What a great opportunity we have!
One of the greatest musical events in the history of American Jewish community
is about to occur very shortly. The Jewish Theological Seminary of America in cooperation with
the Milken Archive of American Jewish
Music has scheduled a five-day international conference and festival on
music of the American Jewish experience from November 7-11, 2003, at the
Seminary in New York City. The five day
conference is entitled, "Only
in America: Jewish Music in a Land of Freedom.” The conference
is expected to draw participants from around the world. It will feature
workshops, symposia, lectures, scholarly papers, and panel discussions.
Supplementing the conference will be numerous performances
of American Jewish music. The performances will include compositions by
legendary composers such as: Leonard Bernstein, Ernest Bloch and Kurt Weill.
These performances will be given at prestigious New York venues such as Lincoln
Center's Alice Tully Hall and Avery Fisher Hall. It is the performance part of
this conference that will be my favorite.
Dr. Neil Levin, who is the artistic director of the Milken
Archive of American Jewish Music and a professor of Jewish music at the Jewish
Theological Seminary is leading the conference. "Over a period of five
days," said Dr. Levin, "leading historians, musicologists and
composers will explore the rich diversity of both sacred and secular Jewish
musical expression in the United States—from the modest beginnings of the
earliest Jewish settlers in the Colonial Era to the vibrant creativity
throughout the 20th century and into the 21st."
The conference will also introduce the Milken Archive, a
groundbreaking recording project dedicated to discovering and preserving the
rich body of sacred and secular American Jewish music since Colonial times. Its
more than 70 hours of recordings will comprise the largest collection of
American Jewish music ever assembled and will be complemented by oral
histories, a comprehensive history of American Jewish music, and an extensive
collection of memorabilia.
From its New York setting, the conference will coincide with a concert season celebrating the 350th anniversary of American Jewry. In 1654, 23 Jews landed in what was then a Dutch colony called New Amsterdam, now New York City. The first group of twenty-three Jews who arrived in New Amsterdam in 1654 could hardly have predicted the vibrancy and cultural strength of the 21st-century American Jewish community; nor could those first immigrants have imagined its musical breadth. The eve of the 350th anniversary of the birth of American Jewry provides an ideal occasion for us to explore and celebrate our expanding musical/cultural legacy; and it offers an opportunity to examine and experience one major chapter of the wider story of American music.
For five days, through symposia, scholarly papers, discussions, participatory choral and instrumental workshops and sing-ins, film presentations, individual recitals, and major concerts renowned American and international scholars and artists will examine a wide panorama of topics. These range from traditional classical cantorial recitatives to contemporary liturgical music; from popular Yiddish theater and vaudeville to classic Yiddish art music and folk traditions; from classical oriented Jewish expression in symphonies, operas, and chamber music to the American guise of the "klezmer" phenomenon; and from Hassidic song to contemporary choral art. The music will be presented in professional concert performances in major New York venues and in unusual and historic synagogue services. All registrants will have the opportunity to sing in a thousand-voice chorus at the opening Sabbath eve service sing-in of Jewish worship.
Of special interest is an attempt to replicate an American Colonial-era Sabbath morning service, where all the music and the Biblical chanting will have been reconstructed according to the American synagogue services of the 18th century and up through the Revolutionary War. Cameo concerts will feature individual works, some introduced and explained by their composers. Evening concerts will include the American premiere of highlights from the newly reconstructed original version of Kurt Weill's monumental The Eternal Road, not heard in its original form since 1937; two world premieres by American composers Samuel Adler and Ofer Ben-Amotz, specially commissioned for this event; a gala cantorial and Yiddish program of beloved classics with a chorus of more than one hundred voices; two of the most beloved works by Leonard Bernstein and Ernest Bloch; and a reconstruction performance of the first Yiddish operetta to be produced in America, more than 125 years ago.
Only in America also celebrates the public launching of the much-anticipated release by the Milken Archihive of American Jewish Music its initial set of more than fifty CDs of sacred and secular music of the American Jewish experience, never previously recorded-the culmination of a thirteen-year phase of this project. A significant cross-section of this music will be discussed, examined, and heard during the conference and festival.
American music is a multilayered saga of individual expressive and cultural, creative contributions. Only in America provides a once in life-time opportunity in which all Americans, Jews and non-Jews alike, can take pride. The Jewish Theological Seminary and the Milken Archive of American Jewish Music, together with cooperating partners: The Juilliard School, the Manhattan School of Music, the Zamir Choral Foundation, and the National Foundation for Jewish Culture are providing for all of us an opportunity to join in celebrating this historic occasion and expand our collective musical awareness. The programs are open to all. However, there are registration fees. Attend any one of the gala events and add your voice to this great Jewish American Sing – In.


These entries must be printed again exactly as they are.

=======

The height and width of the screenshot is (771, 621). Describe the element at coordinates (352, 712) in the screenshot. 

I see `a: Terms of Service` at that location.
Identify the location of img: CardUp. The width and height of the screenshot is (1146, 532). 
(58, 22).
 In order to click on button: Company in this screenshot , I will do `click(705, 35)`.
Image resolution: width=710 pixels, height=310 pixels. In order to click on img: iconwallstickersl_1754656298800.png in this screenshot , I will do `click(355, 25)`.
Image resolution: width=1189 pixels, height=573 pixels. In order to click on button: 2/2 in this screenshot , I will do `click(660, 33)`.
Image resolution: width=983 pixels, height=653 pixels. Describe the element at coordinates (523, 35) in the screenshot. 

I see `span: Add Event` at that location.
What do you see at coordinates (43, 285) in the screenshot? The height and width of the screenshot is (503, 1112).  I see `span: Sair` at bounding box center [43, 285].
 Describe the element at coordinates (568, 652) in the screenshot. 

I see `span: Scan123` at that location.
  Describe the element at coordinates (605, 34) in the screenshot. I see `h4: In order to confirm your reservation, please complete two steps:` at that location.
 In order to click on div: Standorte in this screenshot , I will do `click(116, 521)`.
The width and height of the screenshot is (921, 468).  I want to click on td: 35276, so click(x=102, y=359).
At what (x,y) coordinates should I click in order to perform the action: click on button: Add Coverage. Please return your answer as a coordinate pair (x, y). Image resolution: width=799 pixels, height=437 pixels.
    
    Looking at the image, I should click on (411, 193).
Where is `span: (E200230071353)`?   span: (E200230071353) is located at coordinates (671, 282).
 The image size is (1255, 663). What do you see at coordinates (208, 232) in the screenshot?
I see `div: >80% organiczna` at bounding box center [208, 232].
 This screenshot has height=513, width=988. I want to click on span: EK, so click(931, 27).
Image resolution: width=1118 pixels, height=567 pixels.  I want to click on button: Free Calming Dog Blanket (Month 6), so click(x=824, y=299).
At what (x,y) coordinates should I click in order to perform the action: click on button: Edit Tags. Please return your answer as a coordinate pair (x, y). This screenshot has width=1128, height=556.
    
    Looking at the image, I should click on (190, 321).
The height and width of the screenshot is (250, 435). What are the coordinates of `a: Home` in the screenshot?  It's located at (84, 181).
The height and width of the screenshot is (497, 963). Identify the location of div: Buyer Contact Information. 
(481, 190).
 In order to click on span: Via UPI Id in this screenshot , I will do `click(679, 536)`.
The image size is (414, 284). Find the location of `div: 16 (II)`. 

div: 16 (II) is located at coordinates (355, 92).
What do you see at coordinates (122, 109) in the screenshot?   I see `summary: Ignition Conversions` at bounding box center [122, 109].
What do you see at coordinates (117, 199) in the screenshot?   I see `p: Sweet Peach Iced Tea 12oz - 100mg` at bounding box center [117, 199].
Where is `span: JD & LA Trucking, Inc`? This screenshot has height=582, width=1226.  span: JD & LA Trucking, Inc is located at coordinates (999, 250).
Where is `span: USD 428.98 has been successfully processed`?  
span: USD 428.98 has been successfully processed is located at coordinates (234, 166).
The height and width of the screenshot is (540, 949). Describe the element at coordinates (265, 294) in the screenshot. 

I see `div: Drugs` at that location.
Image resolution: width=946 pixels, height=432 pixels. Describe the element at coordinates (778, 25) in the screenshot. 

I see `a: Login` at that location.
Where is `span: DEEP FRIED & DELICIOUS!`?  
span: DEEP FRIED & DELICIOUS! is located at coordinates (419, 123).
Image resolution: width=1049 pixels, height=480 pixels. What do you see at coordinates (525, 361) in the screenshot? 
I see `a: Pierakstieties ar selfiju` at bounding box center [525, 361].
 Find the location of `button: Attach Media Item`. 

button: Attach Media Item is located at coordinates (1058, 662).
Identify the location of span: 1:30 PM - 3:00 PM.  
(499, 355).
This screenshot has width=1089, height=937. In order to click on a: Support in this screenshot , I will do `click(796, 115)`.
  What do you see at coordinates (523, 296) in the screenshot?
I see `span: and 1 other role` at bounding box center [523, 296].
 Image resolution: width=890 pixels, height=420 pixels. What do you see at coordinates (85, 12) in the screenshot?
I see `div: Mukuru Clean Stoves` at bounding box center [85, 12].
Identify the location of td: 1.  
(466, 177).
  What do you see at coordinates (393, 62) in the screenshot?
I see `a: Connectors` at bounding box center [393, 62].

=======

_Answer space_
The height and width of the screenshot is (771, 621). Describe the element at coordinates (352, 712) in the screenshot. 

I see `a: Terms of Service` at that location.
Identify the location of img: CardUp. The width and height of the screenshot is (1146, 532). 
(58, 22).
 In order to click on button: Company in this screenshot , I will do `click(705, 35)`.
Image resolution: width=710 pixels, height=310 pixels. In order to click on img: iconwallstickersl_1754656298800.png in this screenshot , I will do `click(355, 25)`.
Image resolution: width=1189 pixels, height=573 pixels. In order to click on button: 2/2 in this screenshot , I will do `click(660, 33)`.
Image resolution: width=983 pixels, height=653 pixels. Describe the element at coordinates (523, 35) in the screenshot. 

I see `span: Add Event` at that location.
What do you see at coordinates (43, 285) in the screenshot? The height and width of the screenshot is (503, 1112).  I see `span: Sair` at bounding box center [43, 285].
 Describe the element at coordinates (568, 652) in the screenshot. 

I see `span: Scan123` at that location.
  Describe the element at coordinates (605, 34) in the screenshot. I see `h4: In order to confirm your reservation, please complete two steps:` at that location.
 In order to click on div: Standorte in this screenshot , I will do `click(116, 521)`.
The width and height of the screenshot is (921, 468).  I want to click on td: 35276, so click(x=102, y=359).
At what (x,y) coordinates should I click in order to perform the action: click on button: Add Coverage. Please return your answer as a coordinate pair (x, y). Image resolution: width=799 pixels, height=437 pixels.
    
    Looking at the image, I should click on (411, 193).
Where is `span: (E200230071353)`?   span: (E200230071353) is located at coordinates (671, 282).
 The image size is (1255, 663). What do you see at coordinates (208, 232) in the screenshot?
I see `div: >80% organiczna` at bounding box center [208, 232].
 This screenshot has height=513, width=988. I want to click on span: EK, so click(931, 27).
Image resolution: width=1118 pixels, height=567 pixels.  I want to click on button: Free Calming Dog Blanket (Month 6), so click(x=824, y=299).
At what (x,y) coordinates should I click in order to perform the action: click on button: Edit Tags. Please return your answer as a coordinate pair (x, y). This screenshot has width=1128, height=556.
    
    Looking at the image, I should click on (190, 321).
The height and width of the screenshot is (250, 435). What are the coordinates of `a: Home` in the screenshot?  It's located at (84, 181).
The height and width of the screenshot is (497, 963). Identify the location of div: Buyer Contact Information. 
(481, 190).
 In order to click on span: Via UPI Id in this screenshot , I will do `click(679, 536)`.
The image size is (414, 284). Find the location of `div: 16 (II)`. 

div: 16 (II) is located at coordinates (355, 92).
What do you see at coordinates (122, 109) in the screenshot?   I see `summary: Ignition Conversions` at bounding box center [122, 109].
What do you see at coordinates (117, 199) in the screenshot?   I see `p: Sweet Peach Iced Tea 12oz - 100mg` at bounding box center [117, 199].
Where is `span: JD & LA Trucking, Inc`? This screenshot has height=582, width=1226.  span: JD & LA Trucking, Inc is located at coordinates (999, 250).
Where is `span: USD 428.98 has been successfully processed`?  
span: USD 428.98 has been successfully processed is located at coordinates (234, 166).
The height and width of the screenshot is (540, 949). Describe the element at coordinates (265, 294) in the screenshot. 

I see `div: Drugs` at that location.
Image resolution: width=946 pixels, height=432 pixels. Describe the element at coordinates (778, 25) in the screenshot. 

I see `a: Login` at that location.
Where is `span: DEEP FRIED & DELICIOUS!`?  
span: DEEP FRIED & DELICIOUS! is located at coordinates (419, 123).
Image resolution: width=1049 pixels, height=480 pixels. What do you see at coordinates (525, 361) in the screenshot? 
I see `a: Pierakstieties ar selfiju` at bounding box center [525, 361].
 Find the location of `button: Attach Media Item`. 

button: Attach Media Item is located at coordinates (1058, 662).
Identify the location of span: 1:30 PM - 3:00 PM.  
(499, 355).
This screenshot has width=1089, height=937. In order to click on a: Support in this screenshot , I will do `click(796, 115)`.
  What do you see at coordinates (523, 296) in the screenshot?
I see `span: and 1 other role` at bounding box center [523, 296].
 Image resolution: width=890 pixels, height=420 pixels. What do you see at coordinates (85, 12) in the screenshot?
I see `div: Mukuru Clean Stoves` at bounding box center [85, 12].
Identify the location of td: 1.  
(466, 177).
  What do you see at coordinates (393, 62) in the screenshot?
I see `a: Connectors` at bounding box center [393, 62].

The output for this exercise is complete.